Growing up in South Carolina, soul singer Sharon Jones knew from the first time she sang in her church's Christmas play that she would be a musician.
"I was, like, maybe 8, 9 years old ... and I got to sing 'Silent Night,'" she tells Fresh Air host Terry Gross. Jones remembers audience members taking note of her performance. "Right then and there," she says, "I knew that I was going to be a singer. God had blessed me with a gift."
Now the lead singer for the soul group, The Dap-Kings, Jones is inspired by the classic soul and R&B she grew up with. The band, which recorded its first album in 2001, is known for its energetic showmanship and '60s-style soul revue shows.
In 2013, Jones was forced to take a hiatus from performing after she was diagnosed with stage 2 pancreatic cancer. A new documentary, Miss Sharon Jones!, by Academy Award-winning filmmaker Barbara Kopple, follows Jones in the first seven months following her diagnosis.
Jones says that while extensive surgery and chemotherapy took a lot out of her, her desire to make music never faltered. After finishing chemo, recovering from the surgery and getting clean scans, she returned to the stage with The Dap-Kings in 2014.
The cancer has since returned, but Jones wants to continue making music. "This cancer is here, and I have to take the chemo," she says, "but I want to perform. I just want to be able to get onstage and move."
Interview Highlights
On not listening to music while she was sick
I didn't. I didn't. Because I couldn't sing. I couldn't get air because, people didn't realize, I was cut across the diaphragm, all the way up from right under the center under my breasts, all the way down to the top of my navel, almost. They had to cut through the diaphragm, through the stomach, remove stuff. They removed like 10 pounds of things ... 10 pounds that I never gained back.
On when she realized that she would eventually get back onstage
I had a February date, and my goal was to be back at that date. And everything in the filming, there's a scene with the church scene, that was my first time even attempting to sing after months. And that's when I knew, from the church scene, that I was ready. I was going to be ready for February. I knew I was going to have the strength. I knew that sickness wasn't unto to death.
I thought I was going to die maybe a couple of hours after the doctor hit me with everything. You know, you go through that. So for a couple of hours I was on my deathbed. But other than that, I overcame that. Doing the film was also my therapy, and I knew that it would help someone out there with cancer, or going through it, as long as I inspired someone. That's where my health came from, my energy came from, knowing my fans was out there and I'm getting back to them, and I wanted them to see what I'm going through.

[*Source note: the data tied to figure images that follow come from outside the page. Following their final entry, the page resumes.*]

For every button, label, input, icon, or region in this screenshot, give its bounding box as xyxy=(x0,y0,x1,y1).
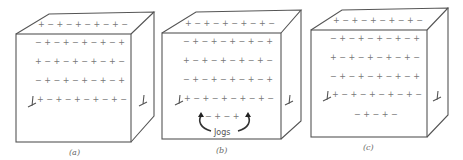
charge-rows-c: + − + − + − + − + − − + − + − + − + − + … xyxy=(330,16,423,119)
dislocation-symbol-right-icon xyxy=(139,95,147,106)
charge-row: + − + − + − + − + − xyxy=(37,95,127,104)
jog-arrow-right-icon xyxy=(238,116,249,131)
charge-row: − + − + − + − + − + xyxy=(330,34,420,43)
charge-rows-b: + − + − + − + − + − − + − + − + − + − + … xyxy=(183,19,275,121)
charge-row: + − + − + − + − + − xyxy=(35,57,125,66)
charge-row: + − + − + − + − + − xyxy=(184,94,274,103)
charge-row: − + − + − + − + − + xyxy=(35,76,125,85)
caption-a: (a) xyxy=(69,148,80,157)
panel-b: + − + − + − + − + − − + − + − + − + − + … xyxy=(162,10,301,155)
dislocation-symbol-left-icon xyxy=(323,91,331,101)
cube-a-side-face xyxy=(131,12,154,142)
charge-row: + − + − + − + − + − xyxy=(38,20,128,29)
charge-rows-a: + − + − + − + − + − − + − + − + − + − + … xyxy=(35,20,128,104)
dislocation-symbol-right-icon xyxy=(433,91,441,101)
cube-c-front-face xyxy=(311,30,427,137)
panel-a: + − + − + − + − + − − + − + − + − + − + … xyxy=(16,12,154,157)
caption-c: (c) xyxy=(363,143,374,152)
caption-b: (b) xyxy=(216,146,227,155)
cube-b-front-face xyxy=(162,33,281,139)
charge-row: + − + − + − + − + − xyxy=(330,53,420,62)
charge-row: − + − + − + − + − + xyxy=(183,37,273,46)
dislocation-figure: + − + − + − + − + − − + − + − + − + − + … xyxy=(0,0,463,160)
charge-row: + − + − + − + − + − xyxy=(332,90,422,99)
charge-row: + − + − + − + − + − xyxy=(185,19,275,28)
charge-row-extra: − + − + xyxy=(205,112,239,121)
panel-c: + − + − + − + − + − − + − + − + − + − + … xyxy=(311,8,448,152)
charge-row: − + − + − + − + − + xyxy=(183,75,273,84)
jog-arrowhead-left-icon xyxy=(198,112,204,117)
charge-row-extra: − + − + − xyxy=(354,110,398,119)
dislocation-symbol-right-icon xyxy=(285,95,293,105)
charge-row: + − + − + − + − + − xyxy=(183,56,273,65)
dislocation-symbol-left-icon xyxy=(28,96,36,107)
jog-arrowhead-right-icon xyxy=(245,112,251,117)
dislocation-symbol-left-icon xyxy=(175,95,183,105)
charge-row: − + − + − + − + − + xyxy=(330,72,420,81)
jogs-label: Jogs xyxy=(213,128,231,137)
charge-row: + − + − + − + − + − xyxy=(333,16,423,25)
charge-row: − + − + − + − + − + xyxy=(35,38,125,47)
cube-a-front-face xyxy=(16,34,131,142)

On getting back onstage the first time after her treatment for pancreatic cancer
The night I went out there, it was a different Sharon, because the hair is gone. That energy, I mean, everyone said my energy was great, but I didn't feel it at all. Even now, the days on the stage I'm just not myself, I don't have that energy. The legs doesn't lift up like I want to with the pain, the neuropathy from certain chemo. It's a hinder, but I do the shows, but it's not the same.
On howshe andDap-Kings songwriterGabriel Roth create songs together
I just take the music and hear his idea and then I go with it from there. You know, basically he gives me what he thinks, but I have to do it my way, because I'm the soul singer. They're not soul singers, so you can't teach me how to sing soul. You can tell me where to go, just allow me to be myself. That's what we have there with these guys.
A couple of times they got in they thought they had to try to give me some tracks and stuff, and I nipped that in the bud right away. Listening to somebody else singing, I'm trying to go where they goin' and that's not where I would go. I would go nowhere, sing that song. You could get five singers in here and each one of us is going to sing that song differently. Just let me be me. That's how we've gotten where we are today, at Daptone [Records], by them letting me sing the way I feel it.